Decoder-only LLMs have demonstrated remarkable generative capabilities, but how well do they understand users when repurposed for representation learning? In our latest work, we revisit attention masking in decoder-only architectures and uncover a critical yet overlooked challenge: the instability that arises when transitioning from causal to bidirectional attention. By systematically studying masking strategies and proposing a gradient-guided soft masking approach, we aim to bridge the gap between autoregressive pretraining and high-quality user representation learning.

Paper author Paper submitter

๐ŸŽ‰ How Do Decoder-Only LLMs Perceive Users? Rethinking Attention Masking for User Representation Learning

Hi everyone!

We're excited to share our latest academic work on adapting decoder-only LLMs for high-quality user representation learning, with a focus on solving training instability when transitioning from causal to bidirectional attention masking. Our paper is now publicly available, and we'd love to hear your feedback!

โœจ Key Contributions

  1. Unified Masking Strategy
    We systematically evaluate three attention masking recipes (Causal, Hybrid, Bidirectional) under a contrastive learning framework, using 9 anonymized real-world user modeling benchmarks (covering user behavior prediction, preference understanding, and intent sensitivity tasks).

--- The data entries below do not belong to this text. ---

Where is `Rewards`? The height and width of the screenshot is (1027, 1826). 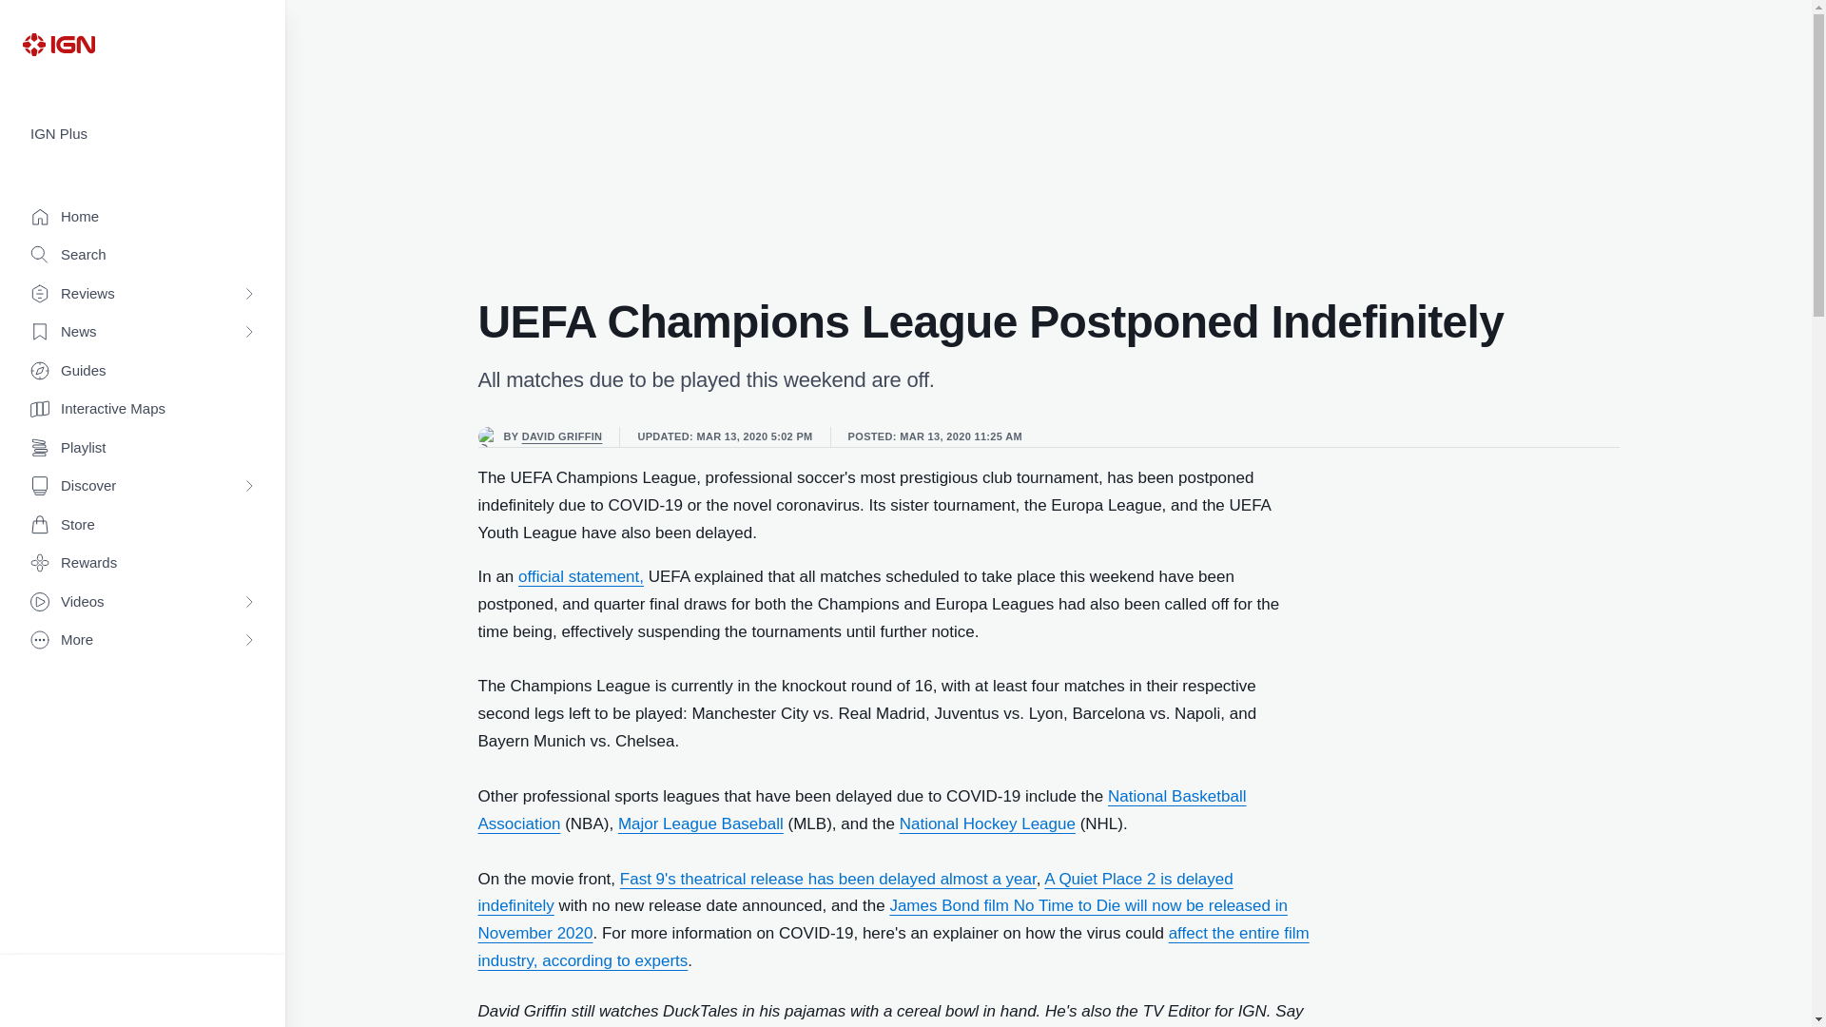
Rewards is located at coordinates (143, 563).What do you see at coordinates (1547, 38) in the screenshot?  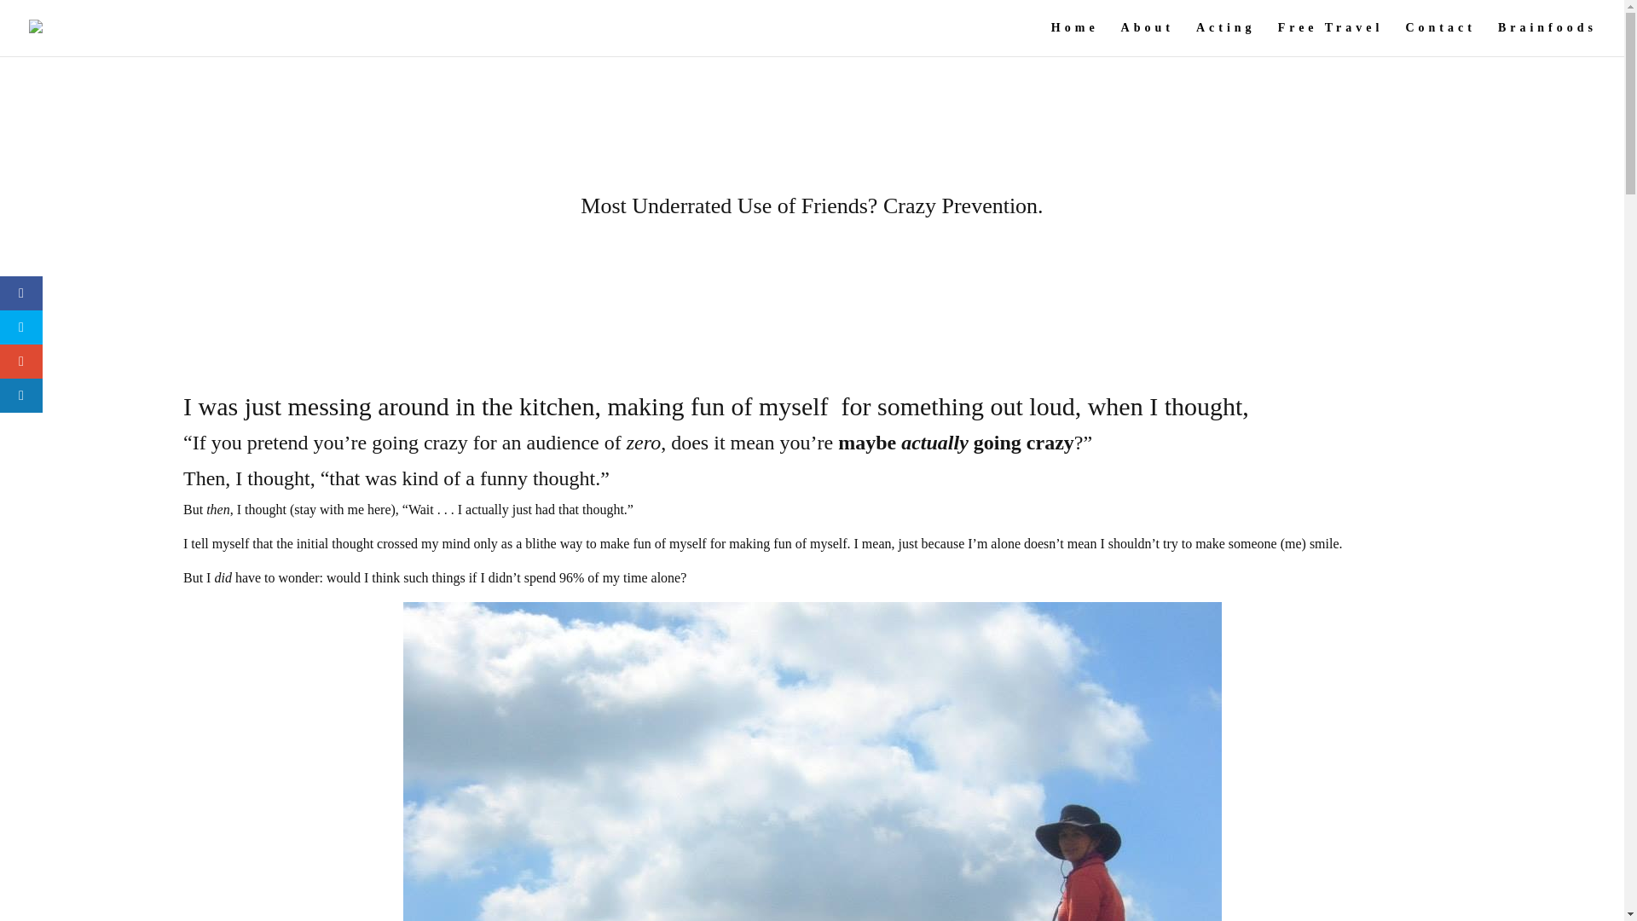 I see `Brainfoods` at bounding box center [1547, 38].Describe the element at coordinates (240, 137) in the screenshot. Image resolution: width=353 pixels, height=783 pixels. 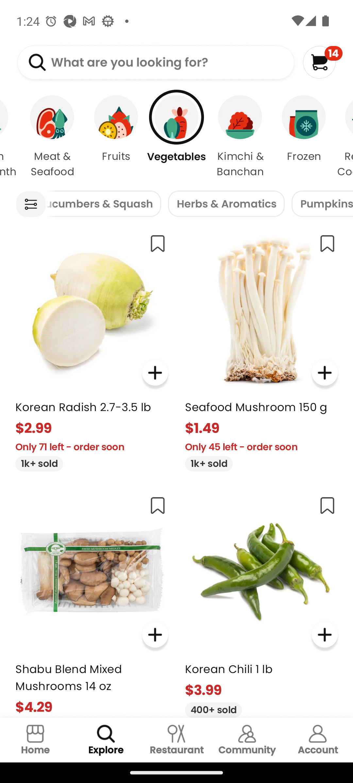
I see `Kimchi & Banchan` at that location.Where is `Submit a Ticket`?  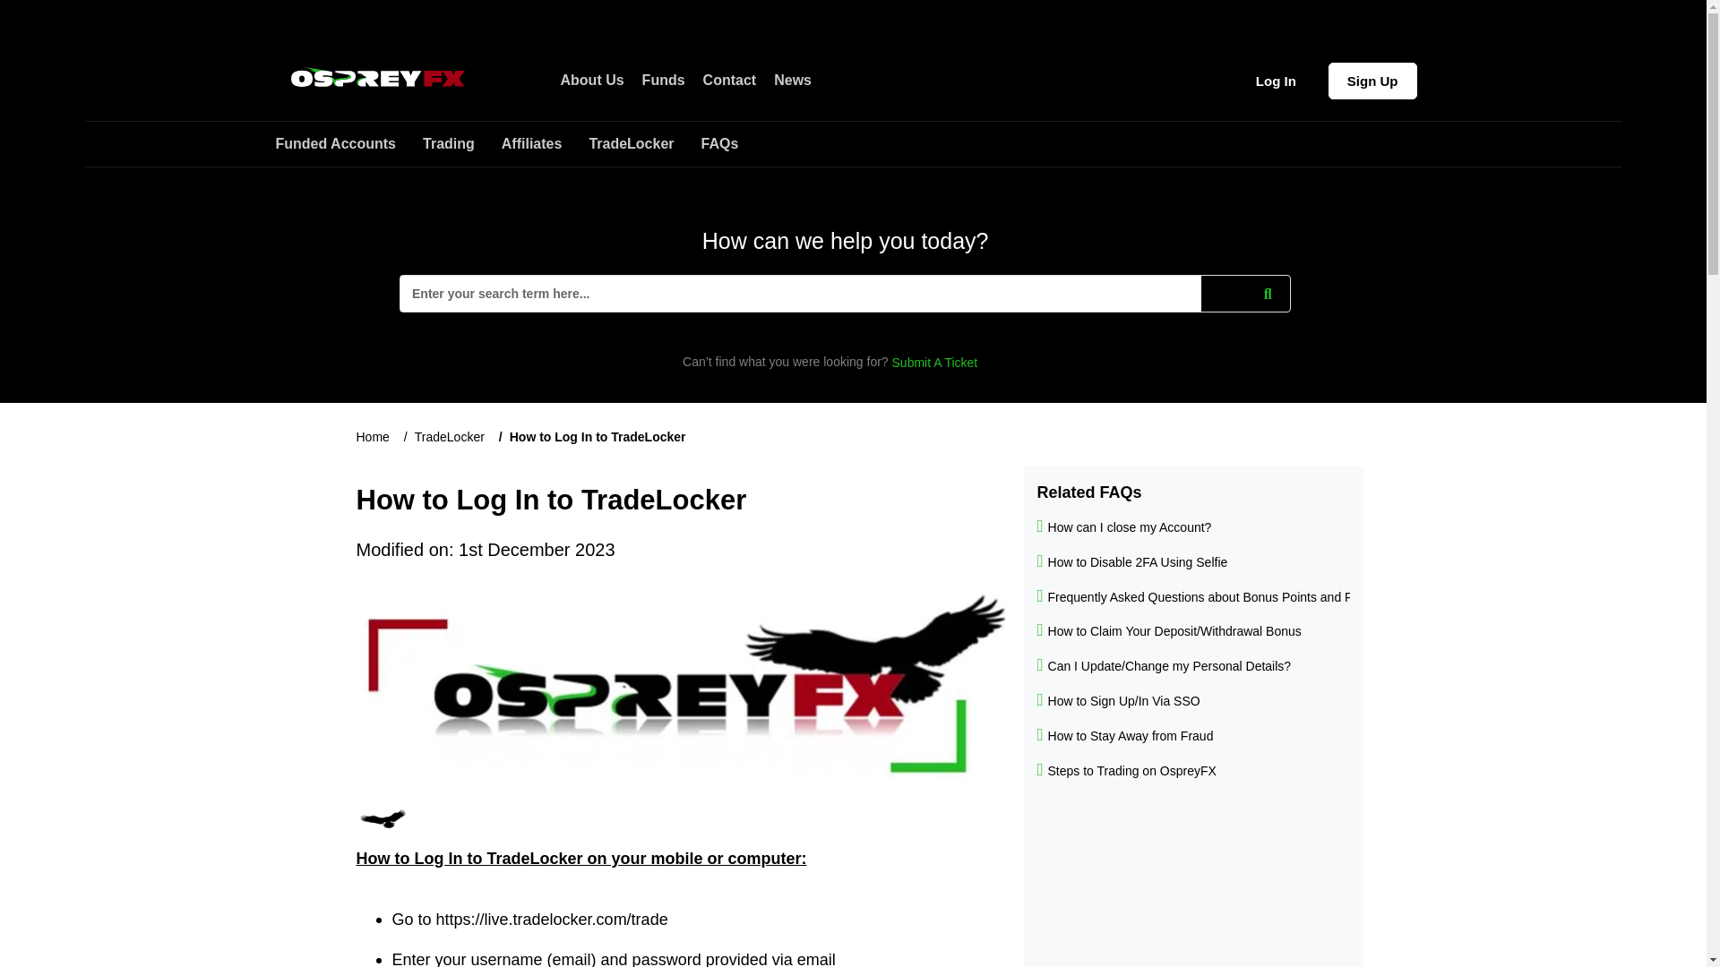 Submit a Ticket is located at coordinates (935, 362).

  2. Critical Training Transition Insight
    We find that the transition path from causal to bidirectional attention is equally important as the final mask design: abrupt switching disrupts the model's pretrained inductive bias, leading to suboptimal performance and convergence issues.

  3. Gradient-Guided Soft Masking (GG-SM)
    We propose a two-stage training approach to mitigate instability:

    • Gradient Warm-up: Dynamically assign attention weights to future tokens during early training using gradient norms, enabling the model to prioritize informative context gradually.
    • Linear Scheduler: Smoothly transition from the gradient-calibrated soft mask to full bidirectional attention, preserving pretrained model knowledge while adapting to bidirectional modeling.

๐Ÿ’ฌ Let's Discuss!

We'd love to engage with the community on:

  1. Have you encountered training instability when adapting decoder-only LLMs for non-generative tasks like representation learning?

  2. What tradeoffs do you prioritize between autoregressive compatibility and representational completeness in user modeling?

Feel free to drop your questions, suggestions, or reproducibility feedback belowโ€”we're happy to collaborate on further improvements!

Thanks for reading! ๐Ÿš€

Sign up or log in to comment

Models citing this paper 0

No model linking this paper

Cite arxiv.org/abs/2602.10622 in a model README.md to link it from this page.

Datasets citing this paper 0

No dataset linking this paper

Cite arxiv.org/abs/2602.10622 in a dataset README.md to link it from this page.

Spaces citing this paper 0

No Space linking this paper

Cite arxiv.org/abs/2602.10622 in a Space README.md to link it from this page.

Collections including this paper 0

No Collection including this paper

Add this paper to a collection to link it from this page.